Yes, they are: For they think that the central goals of human life are of a sort that can be achieved by natural powers alone.
No, they aren't: For they think that intimate union with God cannot be achieved by natural powers alone.
OK, so what's the right answer? In a sense, both yes and no. If we define Pelagianism by the natural achievability of the central goals of human life, then yes. If we defined it by the natural achievability of intimate union with God, then no. On Christian doctrine, the two definitions will come to the same thing. But on naturalism, they don't.

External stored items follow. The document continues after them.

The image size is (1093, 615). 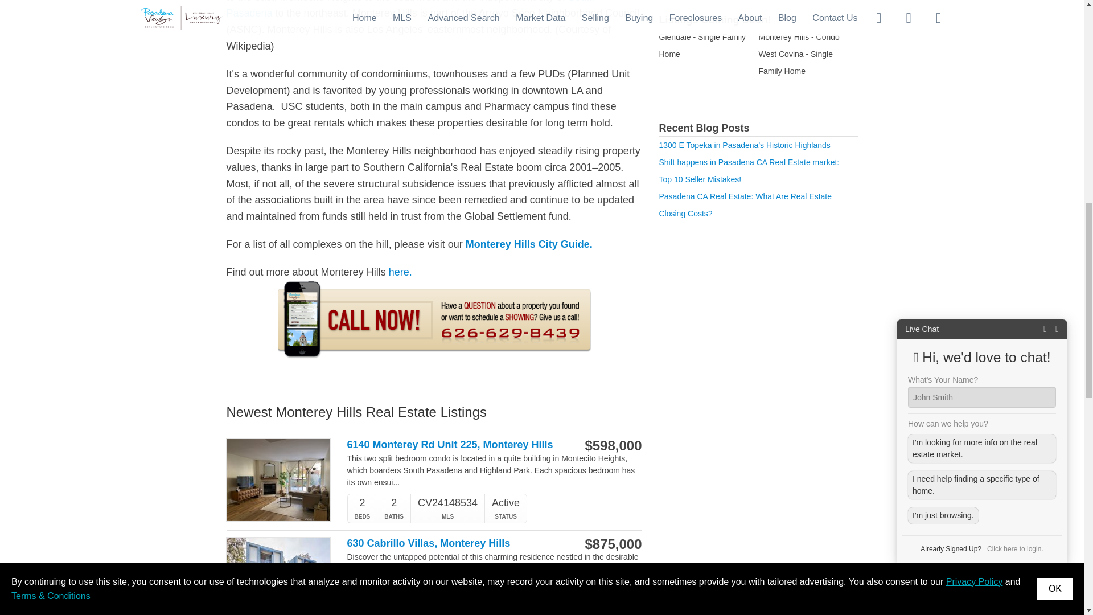 I want to click on Monterey Hills complex information and details, so click(x=528, y=244).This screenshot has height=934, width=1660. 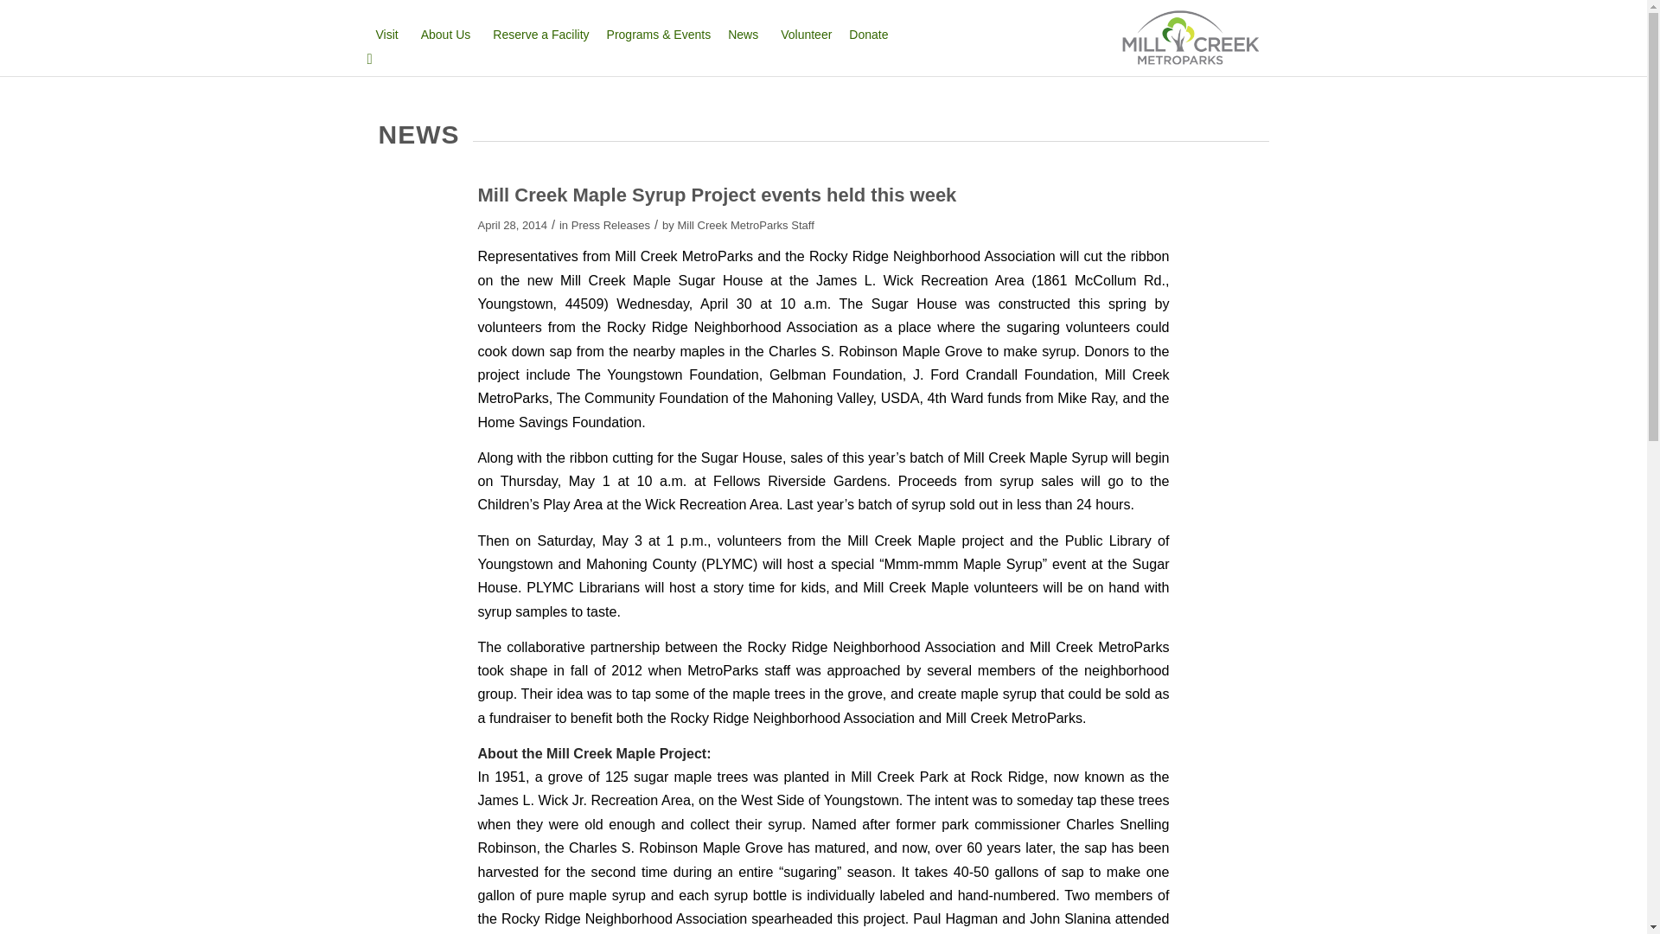 I want to click on Posts by Mill Creek MetroParks Staff, so click(x=745, y=225). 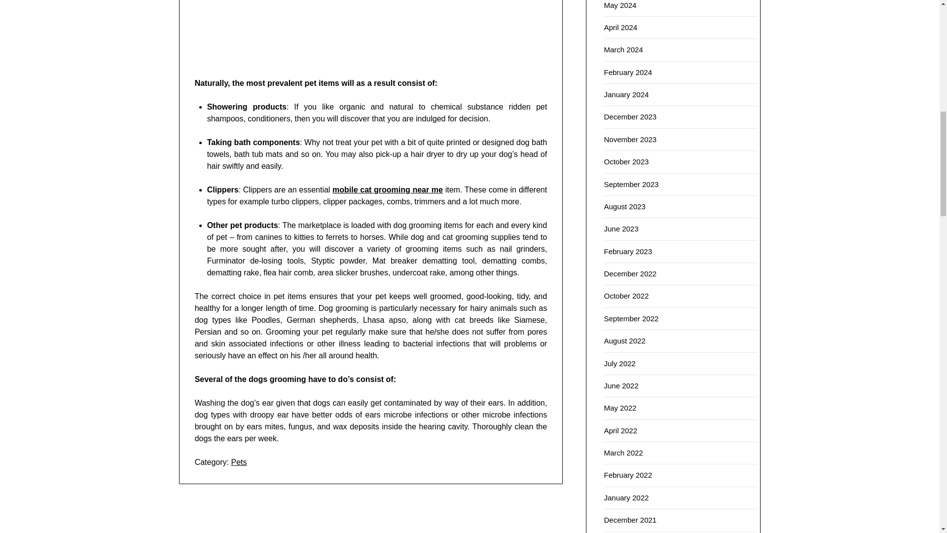 What do you see at coordinates (620, 407) in the screenshot?
I see `May 2022` at bounding box center [620, 407].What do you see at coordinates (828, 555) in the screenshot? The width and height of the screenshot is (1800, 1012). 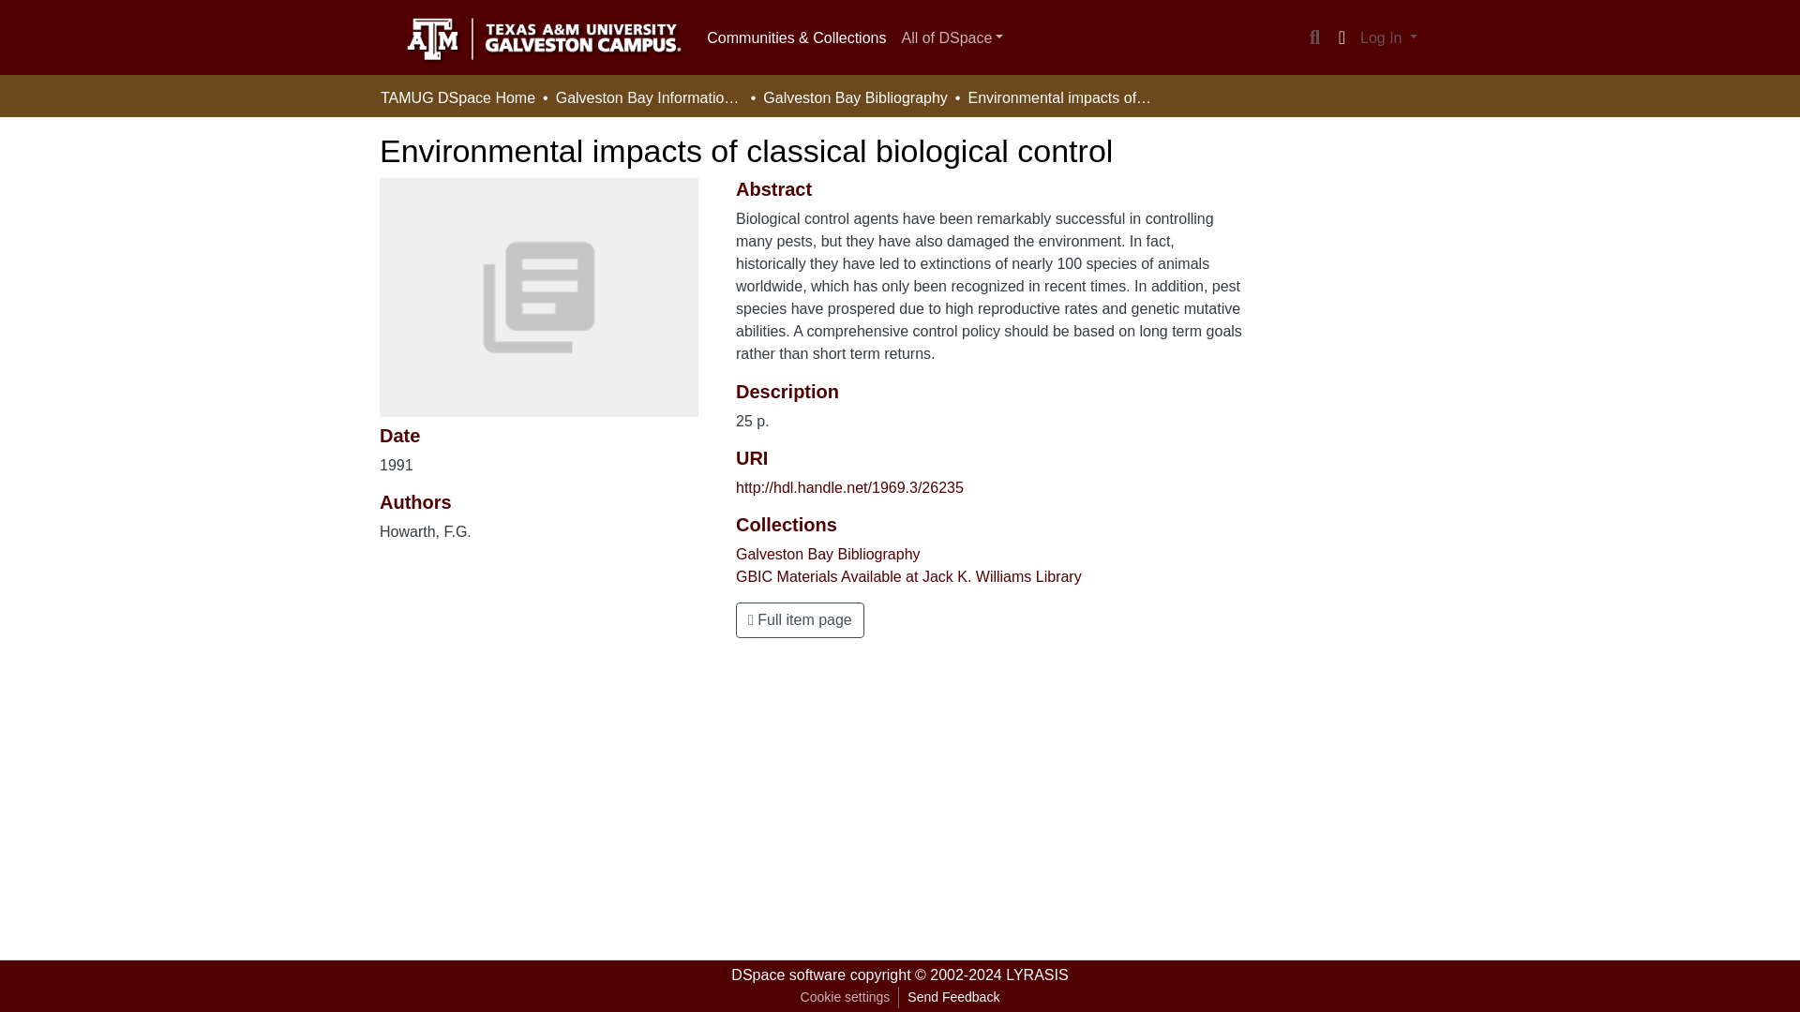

This might, however, yield a question-begging (but perhaps still useful) argument against naturalism. According to naturalism, the central goals of human life can be achieved by natural powers alone. But union with God cannot be. And union of God is a central goal of human life.
Tuesday, August 3, 2010
Is Leibniz an idealist?
Monday, August 2, 2010
Deep Thoughts XXVII
Only the eternal is forever.
[Actually, this is only a necessary truth on some readings of "forever" and "eternal". We need to read "eternal" as compatible with merely futureward eternity, but not pastward eternity. We need to read "forever" as implying infinite futureward temporal extent, so that existing at every time not count as sufficient for existing forever (imagine a world where the timeline has only a finite extent from beginning to end—we don't want to count a being that exists from the beginning to the end of time as existing forever in that world). It's worth noting that the converse of the above Deep Thought might not be a necessary truth. For a timeless being can be eternal, but I am not sure a timeless being counts as existing "forever", except of course in an analogical sense.]
Sunday, August 1, 2010
Crime and punishment
Justice demands a punishment proportionate to the gravity of the crimes. In particular, a greater punishment is called for for committing eleven instance of some type of crime than for committing ten of them. But we do not have much reason to think that the person who committed the eleven is a worse person than the one who committed the ten. Hence, pace Hume, punishment is not based solely on the character as evidenced by the crime.